I detest both arguments. The drinking age didn't stop under-21's from drinking. They just don't do it publicly. You're correct in that governments shouldn't use legislative carrots and sticks to influence state policies. But I disagree that direct federal control is a replacement for philosophical reasons as well as the fact that the government already tried the more honest approach of passing a constitutional amendment to regulate the consumption of alcohol only to have it blowback on them. And due to the resulting backlash and unenforcability, the government passed another amendment to deregulate it. As the old saying goes, prohibition doesn't work.

1 comments

I used alcohol as an example, and should have been more clear that it was _just_ an example.

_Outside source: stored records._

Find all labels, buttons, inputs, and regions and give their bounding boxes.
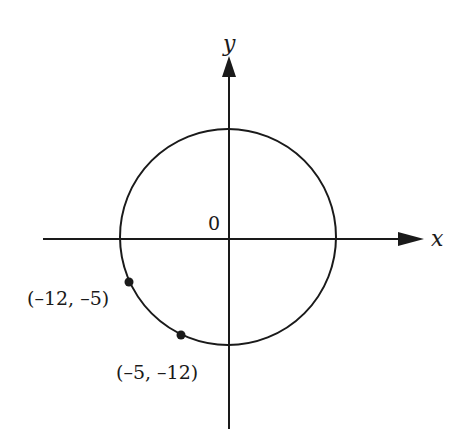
y-axis-arrow-icon — [222, 56, 236, 77]
x-axis-arrow-icon — [398, 232, 424, 246]
y-axis-label: y — [223, 33, 235, 55]
point-label-2: (–5, –12) — [116, 363, 198, 382]
point-marker-1 — [125, 278, 134, 287]
point-label-1: (–12, –5) — [27, 289, 109, 308]
origin-label: 0 — [208, 214, 220, 233]
diagram-canvas — [0, 0, 472, 448]
x-axis-label: x — [431, 228, 443, 250]
point-marker-2 — [177, 331, 186, 340]
circle-diagram: y x 0 (–12, –5) (–5, –12) — [0, 0, 472, 448]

I'm sure you and I could find common ground where we believe that carrot/stick approach is dumb, but that some rule should be passed.

With regard to alcohol, the government, federal or state, shouldn't have a place in it.

With respect to other matters, it would depend on the circumstances. In the context the article at hand, I doubt writing legislation dictating that a car should be only so high and only so wide would be effective. Legally, speaking, even if such a law were passed, it would be unenforceable. It would hurt the automotive industry and kill hundreds of not thousands of jobs. And with regards to safety, smaller cars are more cramped wouldn't fit a wide-berthed family of five.

Countries with low vehicular fatalities per person make it difficult for anyone but the rich to own a car in the first place usually via high import taxes or a yearly vehicle licensing or excise tax. But that goes back to our original point in that direct policies would immediately receive pushback and legal challenges where as more indirect policies that "solve" the immediate and medium-term issue but will eventually cause economic consequences that fully aren't grasped until it's too late. Both approaches eventually lead to undesirable outcomes.